Orpheus glared at the man before him. "He gambled, and thinking his art of no great worth, put it up as a stake. He lost to the maenads. They tore him apart and tossed the head up there where you see it. They will find you in this maze and do no less to you."
Lorenzo's joints ached as though he could already feel the deadly pull of maenads.
"Let me try and free his voice, Orpheus!" Erminia urged.
"Who better to teach truth to a poet than the mistress of lies?" said Ipnos. "Aren't you getting tired of these dead heads? They're so depressing, not to mention creepy! Even a dirty epigram or two would help to liven up the place."
Orpheus pursed his lips and made annoyed smacking noises. "Oh, all right! You know it's hard for me to refuse you, Ipnos, when you scratch my ears so nicely. But you have only two days, Leucosia. If you fail this time, you will not only lose your voice, but your life. I'll stick your head up there along with the rest of the losers!"
Erminia touched her neck and then slid her hand up to brush back her tangled hair.
"I am a siren, Orpheus. My voice will be heard, even if it is only by one man."
"Just hope he doesn't drown first!"
"I will see to it!" Erminia said.
"Then take him away, for the babbling of his thoughts is driving me mad! Ipnos, my ears! Give me your fingers to scratch!"
Ipnos the fool winked at Erminia as he wiggled his index fingers into Orpheus'ears. "Good luck," he whispered.
Erminia shrugged. She didn't need anything so capricious as luck. She grabbed Lorenzo's hand and, jerking the sullen man into motion, dragged him out of the grotto.

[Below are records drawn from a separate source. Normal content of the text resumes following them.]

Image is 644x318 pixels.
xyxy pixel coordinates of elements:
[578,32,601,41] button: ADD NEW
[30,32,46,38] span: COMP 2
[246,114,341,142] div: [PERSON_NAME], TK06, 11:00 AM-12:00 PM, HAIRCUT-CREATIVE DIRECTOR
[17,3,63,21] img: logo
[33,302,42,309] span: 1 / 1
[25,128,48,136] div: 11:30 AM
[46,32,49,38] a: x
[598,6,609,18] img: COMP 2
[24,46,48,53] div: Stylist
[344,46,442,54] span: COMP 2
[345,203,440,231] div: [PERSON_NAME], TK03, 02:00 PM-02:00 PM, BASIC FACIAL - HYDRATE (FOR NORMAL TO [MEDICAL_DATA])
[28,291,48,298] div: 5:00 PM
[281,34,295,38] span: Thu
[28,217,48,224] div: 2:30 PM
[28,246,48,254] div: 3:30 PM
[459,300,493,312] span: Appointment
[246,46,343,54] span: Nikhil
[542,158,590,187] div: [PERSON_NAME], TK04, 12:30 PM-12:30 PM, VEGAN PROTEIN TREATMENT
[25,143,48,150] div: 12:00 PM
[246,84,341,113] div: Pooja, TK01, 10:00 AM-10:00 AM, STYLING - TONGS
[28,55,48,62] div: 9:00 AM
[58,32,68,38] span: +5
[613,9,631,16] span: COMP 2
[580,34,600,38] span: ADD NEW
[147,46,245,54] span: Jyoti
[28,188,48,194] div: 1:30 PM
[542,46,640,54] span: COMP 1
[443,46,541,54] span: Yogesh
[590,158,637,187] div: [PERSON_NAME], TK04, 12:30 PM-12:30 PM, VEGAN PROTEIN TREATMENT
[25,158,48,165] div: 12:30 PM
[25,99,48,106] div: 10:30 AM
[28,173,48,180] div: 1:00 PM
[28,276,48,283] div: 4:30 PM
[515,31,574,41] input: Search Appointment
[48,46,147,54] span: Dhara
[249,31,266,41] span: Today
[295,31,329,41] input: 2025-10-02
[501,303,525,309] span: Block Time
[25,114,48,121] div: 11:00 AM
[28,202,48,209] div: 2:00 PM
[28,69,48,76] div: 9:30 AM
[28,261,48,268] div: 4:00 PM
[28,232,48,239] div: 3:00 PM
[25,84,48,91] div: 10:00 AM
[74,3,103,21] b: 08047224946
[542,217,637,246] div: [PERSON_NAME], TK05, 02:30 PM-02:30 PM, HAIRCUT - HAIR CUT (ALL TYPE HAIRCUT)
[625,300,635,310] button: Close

They stood again on the wooded path between the cedars. The yellow sunlight was nearly blinding after the wavering green shade of the grotto. Erminia released him and raised her head as she caught the scent of something on the wind. Lorenzo saw her inhale deeply, her hands pressed first to her heart, then her cheeks. She grinned.
"The sea.' It is here! Come, poet, follow me, and I will be the cause of your rebirth. In the salt of your mother's womb, you were made poet. You died to yourself seven years ago. But through me and sea's embrace, I swear on the siren's song, your poetry will live again!"
Lorenzo moved toward her on wooden legs. His face, his chest, his arms felt encased in a brittle hard shell, but something soft and aching yielded in his breast. Blood gushed from invisible wounds newly opened, and a flood of rusty words clotted on his tongue. He broke out in a drenching sweat.
Erminia stretched out her hand to take his. "Have courage, my poet," she said, and a pale wreath of golden light encircled his brow.
His hand clasped firmly in her own, Erminia led Lorenzo down the path through the trees to where the sea beckoned her.